Bruce whipped his head around, incredulous. “You do? You’ve never liked anything imaginative or evocative in your whole life!”

“No, not that,” he said impatiently. “I mean her hair.”

A shocked silence followed his announcement.

Duncan frowned. “So? What are you gaping about? I didn’t like it at first, but I’ve decided that I like it. Is that so hard to understand?”

Bruce spoke up gallantly, after another half minute of shocked silence. “Ah, Ms. D’Onofrio, I didn’t have the pleasure of seeing how you wore your hair before, so I can’t offer any comparisons, but I can certainly say that it looks lovely now.”

“Uh, thank you,” Nell said. Her face was on fire.

“And if you’ve gotten the approval of anybody as resistant to change as my brother, believe me, it’s a compliment,” he added.

“Shut up, Bruce,” Duncan snapped.

“You’re acting unprofessional, Dunc,” Bruce murmured.

Nell knotted her hands together. “I’m glad you like my hair, Mr. Burke, but I’d rather talk about what you think of my ideas.”

“I don’t like them,” Duncan said abruptly.

Nell swallowed. “Ah,” she murmured. “I, uh, see.”

“I don’t want an interactive fairy tale. I want a fantasy quest. What you’re proposing would be impossible to reason your way through,” Duncan explained.

“But that’s just it! Reason isn’t the only tool people use when they’re problem solving,” Nell argued. “There’s an enchanted princess to be won! It should be romantic, surprising.”

“He hates surprises,” Bruce muttered.

“Shut up, Bruce,” Duncan snarled.

“Sheathe your claws, Dunc, you’re scaring her,” Bruce warned.

“Not at all,” Nell lied. “I don’t scare easily.”

Duncan got up with an abruptness that shot his chair against the wall with a bang. He stalked out of the room.

Nell watched the door fall shut behind him, alarmed. “Did I say something wrong?”

“Oh, not at all,” Bruce assured her. “He’s just that way. Don’t worry. He likes you. Your ideas are fascinating. It’s all good.”

“Uh, thank you,” she said, confused.

“Don’t mind him. Duncan’s just twitchy because there’s been so much change in his company since we started working on my game. Everything’s all shaken up. He’ll calm down.”

“But if he hates my—”

“Nah, he doesn’t hate anything. He’s just being a dickhead for the pure fun of it. Pay him no attention at all. He can’t help himself. He’s just programmed that way. He used to be a spy, you know that?”

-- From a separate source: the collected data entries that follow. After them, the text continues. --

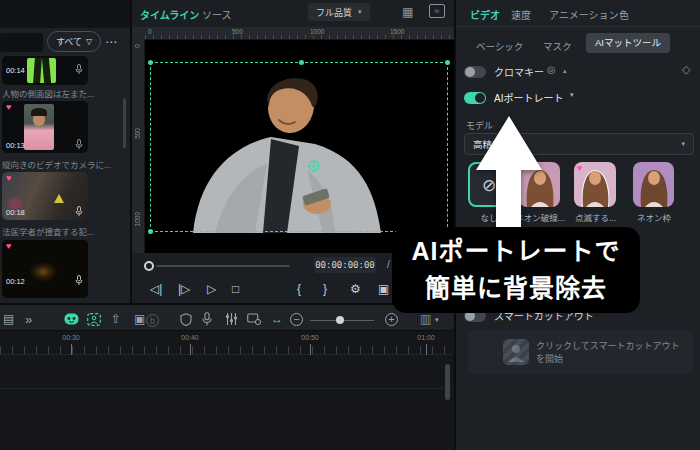 This screenshot has width=700, height=450. What do you see at coordinates (74, 42) in the screenshot?
I see `media-filter-button: すべて ▽` at bounding box center [74, 42].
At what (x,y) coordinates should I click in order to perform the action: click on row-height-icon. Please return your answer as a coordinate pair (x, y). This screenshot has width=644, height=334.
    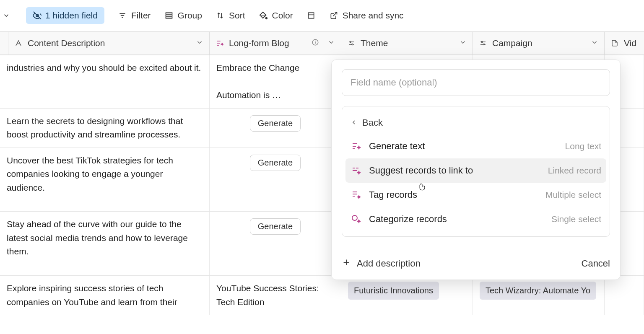
    Looking at the image, I should click on (311, 16).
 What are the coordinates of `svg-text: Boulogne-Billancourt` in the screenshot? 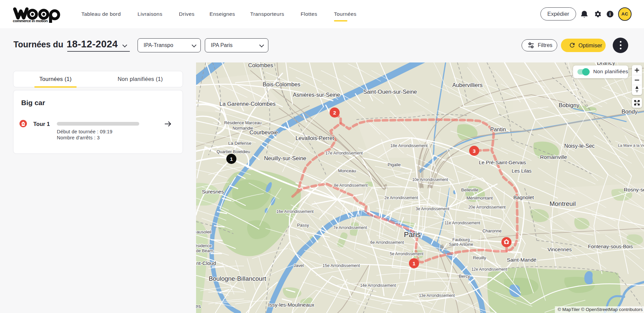 It's located at (237, 279).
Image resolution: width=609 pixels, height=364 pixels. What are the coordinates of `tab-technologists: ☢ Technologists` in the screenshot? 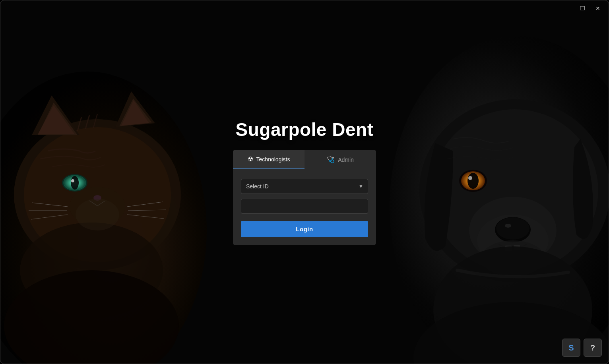 It's located at (269, 160).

Nell was startled. “Um, no. I didn’t know that.”

“Yeah. Intelligence and analysis, for the NSA. Spent a lot of time in Afghanistan, and other nasty hot spots. I’d like to say being a spy was what made him such a tight-assed bastard, but the truth is, he’s been like that since we were kids. So don’t expect it to change.”

“I wouldn’t expect anything of the kind,” she murmured.

“He’s a genius when it comes to algorithms for intelligent database design,” Bruce went on. “His biggest client is the U.S. government. Everything’s always so damn serious. National security. Terrorist threats. Blood and guts. Something as frivolous as a computer game drives the poor guy nuts.” Bruce rolled his eyes. “But he’ll feel better about it when the money starts pouring in. He likes money just fine. You just keep coming up with ideas, and you’ll be golden.”

“Okay,” she said. “And you really can call me Nell.”